The all-seeing eye of Mexico’s cartels
Authorities in Tamaulipas state take down surveillance cameras installed by secret gang
Mexico’s drug traffickers are oft-described as an “all-seeing eye” – omnipresent but seemingly never physically there.
In Reynosa, the biggest city in the northern border state of Tamaulipas, which has been wracked by drug violence, that all-seeing eye is a reality.
Recently, police announced that they had taken down 39 hidden surveillance cameras installed by traffickers at key points around the city to monitor movements by law enforcement authorities, rival gangs and ordinary citizens.
On Tuesday, the Tamaulipas Coordination Group, a task force made up of state and federal police officers, arrested two people trying to put up a secret camera on a street post.
One local cartel – whose name has not been made public – has acknowledged that it set up 38 other cameras to closely follow movements made by the army, navy, police and prosecutors, according to an official statement.
Like any ordinary security office at a Las Vegas casino, people on the drug traffickers’ payroll spend the entire day at a secret monitoring center viewing screens showing the street images captured by the cameras.
This is not the first time that authorities have become aware that they are being watched. In May, police took down a network of around 30 cameras all connected to the internet. The majority of them, set up high on street lamps and telephones posts across the city, were panning busy intersections, shopping malls and public apartment complexes. Almost everyone was under the drug mafia’s watchful eye.
Tamaulipas, where 3.3 million residents live, is a turbulent state. Despite being one of Mexico’s main manufacturing hubs and having a growth rate higher than other states, the region has been an epicenter for drug violence and murder because of its proximity to the United States.
Last year, President Enrique Peña Nieto was forced to send in troops to restore law and order in the state.
The region’s two most powerful drug organizations, the Zetas and the Gulf Cartel, have long battled for control of Tamaulipas’s 17 border crossings to ship narcotics to the north.
Sometimes authorities warn citizens not to venture out on the streets because of shoot-outs
There have been times when law enforcement authorities have had to ask citizens not to venture out on to the streets on a particular day because of the frequent shoot-outs that take place between hitmen from the rival gangs. These skirmishes can last for days.
But splits in both cartels – fueled by the recent arrests and killings of top leaders by the Mexican military – have given some of their members the opportunity to break off into mini trafficking gangs and work independently of the larger organizations.
At the same time, the unnamed mafia – an almost invisible group whose identity has yet to be revealed in official statements – is also keeping watch on their movements to ensure these newcomers don’t muscle in on business.
Street kids and waiters still serve as spies, but now surveillance is aided by a new all-seeing eye on the street, which no doubt offers a far broader view.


Assignment:
Your transcription must include every record word for word and no pictures.

────────

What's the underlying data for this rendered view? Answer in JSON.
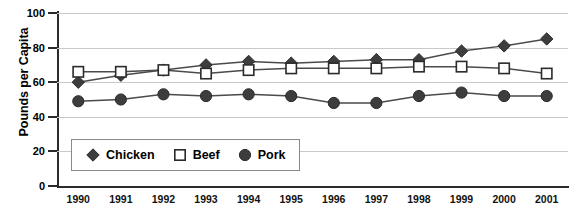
{
  "chart_data": {
    "type": "line",
    "title": "",
    "xlabel": "",
    "ylabel": "Pounds per Capita",
    "ylim": [
      0,
      100
    ],
    "yticks": [
      0,
      20,
      40,
      60,
      80,
      100
    ],
    "grid": true,
    "legend_position": "inside-bottom-left",
    "categories": [
      "1990",
      "1991",
      "1992",
      "1993",
      "1994",
      "1995",
      "1996",
      "1997",
      "1998",
      "1999",
      "2000",
      "2001"
    ],
    "series": [
      {
        "name": "Chicken",
        "marker": "filled-diamond",
        "color": "#3d3d3d",
        "values": [
          60,
          64,
          67,
          70,
          72,
          71,
          72,
          73,
          73,
          78,
          81,
          85
        ]
      },
      {
        "name": "Beef",
        "marker": "open-square",
        "color": "#ffffff",
        "values": [
          66,
          66,
          67,
          65,
          67,
          68,
          68,
          68,
          69,
          69,
          68,
          65
        ]
      },
      {
        "name": "Pork",
        "marker": "filled-circle",
        "color": "#3d3d3d",
        "values": [
          49,
          50,
          53,
          52,
          53,
          52,
          48,
          48,
          52,
          54,
          52,
          52
        ]
      }
    ]
  },
  "axis": {
    "y_title": "Pounds per Capita"
  },
  "legend": {
    "items": [
      {
        "label": "Chicken"
      },
      {
        "label": "Beef"
      },
      {
        "label": "Pork"
      }
    ]
  },
  "colors": {
    "line": "#4a4a4a",
    "marker_fill": "#3d3d3d",
    "marker_stroke": "#2b2b2b",
    "grid": "#c9c9c9",
    "axis": "#2b2b2b",
    "background": "#ffffff"
  }
}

────────

Answer for the task:
What's the underlying data for this rendered view? Answer in JSON.
{
  "chart_data": {
    "type": "line",
    "title": "",
    "xlabel": "",
    "ylabel": "Pounds per Capita",
    "ylim": [
      0,
      100
    ],
    "yticks": [
      0,
      20,
      40,
      60,
      80,
      100
    ],
    "grid": true,
    "legend_position": "inside-bottom-left",
    "categories": [
      "1990",
      "1991",
      "1992",
      "1993",
      "1994",
      "1995",
      "1996",
      "1997",
      "1998",
      "1999",
      "2000",
      "2001"
    ],
    "series": [
      {
        "name": "Chicken",
        "marker": "filled-diamond",
        "color": "#3d3d3d",
        "values": [
          60,
          64,
          67,
          70,
          72,
          71,
          72,
          73,
          73,
          78,
          81,
          85
        ]
      },
      {
        "name": "Beef",
        "marker": "open-square",
        "color": "#ffffff",
        "values": [
          66,
          66,
          67,
          65,
          67,
          68,
          68,
          68,
          69,
          69,
          68,
          65
        ]
      },
      {
        "name": "Pork",
        "marker": "filled-circle",
        "color": "#3d3d3d",
        "values": [
          49,
          50,
          53,
          52,
          53,
          52,
          48,
          48,
          52,
          54,
          52,
          52
        ]
      }
    ]
  },
  "axis": {
    "y_title": "Pounds per Capita"
  },
  "legend": {
    "items": [
      {
        "label": "Chicken"
      },
      {
        "label": "Beef"
      },
      {
        "label": "Pork"
      }
    ]
  },
  "colors": {
    "line": "#4a4a4a",
    "marker_fill": "#3d3d3d",
    "marker_stroke": "#2b2b2b",
    "grid": "#c9c9c9",
    "axis": "#2b2b2b",
    "background": "#ffffff"
  }
}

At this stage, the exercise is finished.